U.S. Housing and Urban Development Secretary Ben Carson on Thursday urged California leaders to work with the Trump administration to solve the state’s growing homelessness crisis, drawing skepticism from some attendees at a forum in Los Angeles.
“This is the can-do nation. We’ve overcome much more difficult problems than this. But when we have overcome them, we have overcome them together,” said Carson at the event held at the University of Southern California. The forum was hosted by the USC Price School of Public Policy and the USC Schwarzenegger Institute for State and Global Policy, with the goal of examining solutions to the crisis.
Specifically, Carson called for streamlining regulations such as zoning and density restrictions that he said block the construction of housing.
“It becomes a labyrinth because of all these things that are layered on top of each other,” he said. “Can we fix that? We absolutely can. Again, it comes back to working together. We’re not enemies.”
Carson also said the federal government would soon unveil a faith-based initiative to tackle homelessness nationwide. He said the government would call on every church, temple and mosque to “adopt a homeless person” and help them “get back on their feet” within a year.
President Trump has repeatedly criticized Democratic leaders in California for the state’s homelessness problem.
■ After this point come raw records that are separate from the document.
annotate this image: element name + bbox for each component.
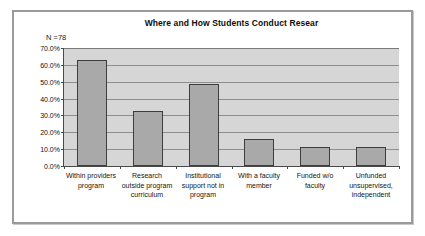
x-axis-tick-mark: [120, 166, 121, 169]
plot-wrapper: 70.0%60.0%50.0%40.0%30.0%20.0%10.0%0.0%: [63, 48, 399, 167]
bar-slot: [287, 48, 343, 166]
bar[interactable]: [77, 60, 107, 166]
y-axis-tick-label: 10.0%: [40, 146, 60, 153]
bar[interactable]: [189, 84, 219, 166]
bar[interactable]: [244, 139, 274, 166]
bar-series: [64, 48, 399, 166]
sample-size-annotation: N =78: [46, 33, 66, 42]
chart-frame: Where and How Students Conduct Resear N …: [12, 10, 413, 224]
x-axis-tick-mark: [232, 166, 233, 169]
bar[interactable]: [356, 147, 386, 166]
x-axis-category-label: With a facultymember: [231, 171, 287, 200]
y-axis-tick-label: 0.0%: [44, 163, 60, 170]
x-axis-category-label: Researchoutside programcurriculum: [119, 171, 175, 200]
x-axis-tick-mark: [287, 166, 288, 169]
x-axis-category-label: Institutionalsupport not inprogram: [175, 171, 231, 200]
bar[interactable]: [300, 147, 330, 166]
y-axis-tick-label: 50.0%: [40, 78, 60, 85]
bar-slot: [343, 48, 399, 166]
bar-slot: [64, 48, 120, 166]
bar-slot: [231, 48, 287, 166]
chart-title: Where and How Students Conduct Resear: [64, 18, 399, 28]
x-axis-tick-mark: [176, 166, 177, 169]
x-axis-tick-mark: [64, 166, 65, 169]
bar-slot: [176, 48, 232, 166]
y-axis-tick-label: 70.0%: [40, 45, 60, 52]
bar-slot: [120, 48, 176, 166]
x-axis-category-label: Unfundedunsupervised,independent: [343, 171, 399, 200]
x-axis-category-labels: Within providersprogramResearchoutside p…: [63, 171, 399, 200]
y-axis-tick-label: 20.0%: [40, 129, 60, 136]
x-axis-tick-mark: [343, 166, 344, 169]
plot-area: 70.0%60.0%50.0%40.0%30.0%20.0%10.0%0.0%: [63, 48, 399, 167]
x-axis-category-label: Within providersprogram: [63, 171, 119, 200]
bar[interactable]: [133, 111, 163, 166]
y-axis-tick-label: 30.0%: [40, 112, 60, 119]
y-axis-tick-label: 40.0%: [40, 95, 60, 102]
x-axis-tick-mark: [399, 166, 400, 169]
y-axis-tick-label: 60.0%: [40, 61, 60, 68]
x-axis-category-label: Funded w/ofaculty: [287, 171, 343, 200]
Late last year, White House officials told The Washington Post that Trump planned to “crack down” on the state, but no specific plan has materialized.
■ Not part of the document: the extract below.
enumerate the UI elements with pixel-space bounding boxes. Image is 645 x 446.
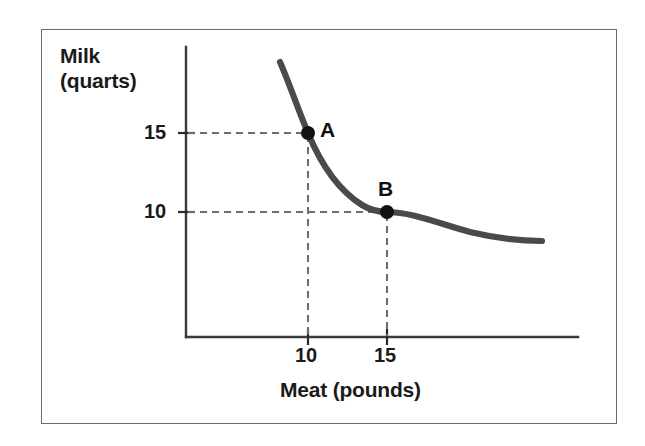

State Assemblyman Miguel Santiago, D-Los Angeles, echoed the comments of several state leaders about working with the federal government, saying he was skeptical and hadn’t seen any new funds or proposals to help the situation.
“I am open to any funds, don’t get me wrong,” Santiago said at the forum. “I just have a very hard time believing that it’s a genuine approach and not a political ploy.”
How bad is the crisis?
California has more than 150,000 homeless people, according to a recent federal report. That’s an increase of 30,000 over the past decade, according to Gary Painter, chair of the USC Department of Public Policy, who spoke at the forum.
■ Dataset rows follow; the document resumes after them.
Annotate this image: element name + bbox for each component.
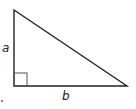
stray-dot bbox=[1, 100, 3, 102]
right-angle-marker bbox=[14, 73, 27, 86]
label-side-a: a bbox=[2, 41, 9, 55]
right-triangle-diagram: a b bbox=[0, 0, 136, 109]
triangle-shape bbox=[14, 10, 127, 86]
label-side-b: b bbox=[62, 89, 70, 103]
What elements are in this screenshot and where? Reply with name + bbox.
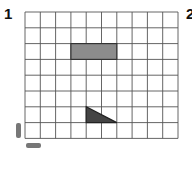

Looking deeper at the numbers, Painter said that black Californians make up a disproportionate share of the state’s homeless population at 30 percent while they are just 6 percent of the overall population.
“Those numbers are staggering. It is a crisis. We can do better and we must do better,” former California Gov. Arnold Schwarzenegger said at the event.
Solutions to the emergency
Throughout the half-day forum, California state and local leaders discussed how to solve the problem. Several stressed the need to push back against a ‘no-growth mentality’ in California, as Schwarzenegger described it, one that has blocked needed housing and services for those on the streets. Others, such as San Diego Mayor Kevin Faulconer, stressed the need for greater mental health and drug treatment services.
Sacramento Mayor Darrell Steinberg, who co-chairs Gov. Gavin Newsom’s task force on homelessness, said California won’t truly solve the problem unless it requires local governments to house homeless residents.
"We are tacitly saying that this isn't important enough," without a state mandate, Steinberg said.
To address homelessness in Sacramento, the mayor has called for the rapid expansion of tiny home construction. He has also pushed for creating a $100 million affordable housing trust fund, which the City Council supported last month. The fund would issue bonds to raise grant and loan money for affordable housing projects.
New Poll Results
Results from a USC survey released on Thursday show homelessness remains a top concern among Californians.
The poll found 22.9 percent of respondents placed homelessness or housing as their top issue in an open-ended, unaided question.
That was followed by climate change at 14.8 percent and immigration at 9.2 percent. The survey also found that 37.5 percent said they were afraid that they or a family member could become homeless. This number was even higher among Latinos at 47 percent, according to the poll.